QuillBot's quiet dominance of paraphrasing
QuillBot owns the paraphrasing category in a way few other AI tools own their categories. Acquired by Course Hero in 2021 and now part of the Learneo edtech consortium, QuillBot has 50+ million monthly active users β most of them students who treat it as a verb ("just QuillBot it"). The product has expanded from pure paraphrasing into a small suite of writing utilities, but the core feature remains the reason anyone pays.

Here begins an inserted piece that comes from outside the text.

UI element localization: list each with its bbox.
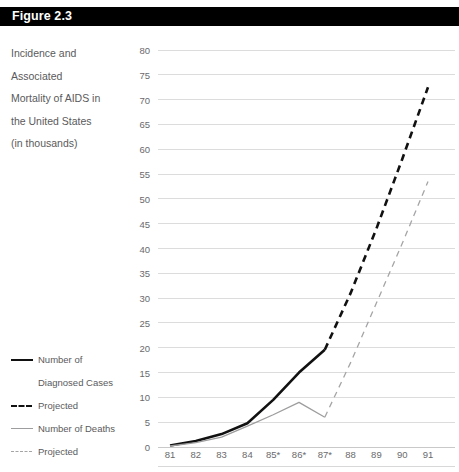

The paraphraser offers seven modes (Standard, Fluency, Formal, Academic, Simple, Creative, Shorten) plus a Custom mode on Premium. The Academic and Formal modes are genuinely best-in-class for the use case β rewriting source material into coherent, varied prose without the obvious stilted patterns that betray most AI rewriting. The 2025 model upgrade closed the gap with Claude on subtle paraphrasing tasks while remaining 5x faster.
What QuillBot also does
The summarizer is good β better than Claude for short factual summaries because it has been specifically tuned for the task. The grammar checker is decent but not as polished as Grammarly's. The citation generator (APA, MLA, Chicago, Harvard formats) is a useful adjunct for students. The translator is fine but Google Translate or DeepL beat it. The "Co-Writer" feature added in 2025 is a Notion-style document with paraphrasing and citation tools built in β it is a credible workspace for academic writing if you live there.
The ethics question
QuillBot has a complicated reputation in academic circles. Universities increasingly flag QuillBot output via Turnitin's AI detection. The company's official position is that paraphrasing is a legitimate study aid; many professors disagree. If you are using it in a regulated academic context, understand your institution's policy first. For non-academic professional writing β rewriting your own drafts, simplifying source material for blog posts β these concerns do not apply.
Pricing
Free tier limits paraphrasing to 125 words per attempt and only 2 modes β usable for casual touch-ups, frustrating for any volume. Premium at $9.95/month (annual) unlocks unlimited paraphrasing, all modes, longer summaries, plagiarism checker, and the tone variation slider. Most serious users land here. The semi-annual ($13.33/month) and monthly ($19.95/month) options are noticeably worse value.
Integrations
Chrome and Edge extensions (work inside Google Docs, Gmail, Notion, every text field), Microsoft Word add-in, macOS app. No API, no Zapier integration β QuillBot remains a human-in-the-loop tool by design, not an automation primitive.
Versus alternatives
Versus ChatGPT or Claude with a "rewrite this" prompt: QuillBot is faster, cheaper, and produces better paraphrasing for the academic and formal registers it has been tuned for. Versus Grammarly: complementary β Grammarly catches errors, QuillBot rewrites passages. Many users run both. Versus Wordtune: Wordtune's UX is friendlier and the AI suggestions are more creative, but QuillBot has more modes and a better summarizer. For pure paraphrasing volume, QuillBot still wins.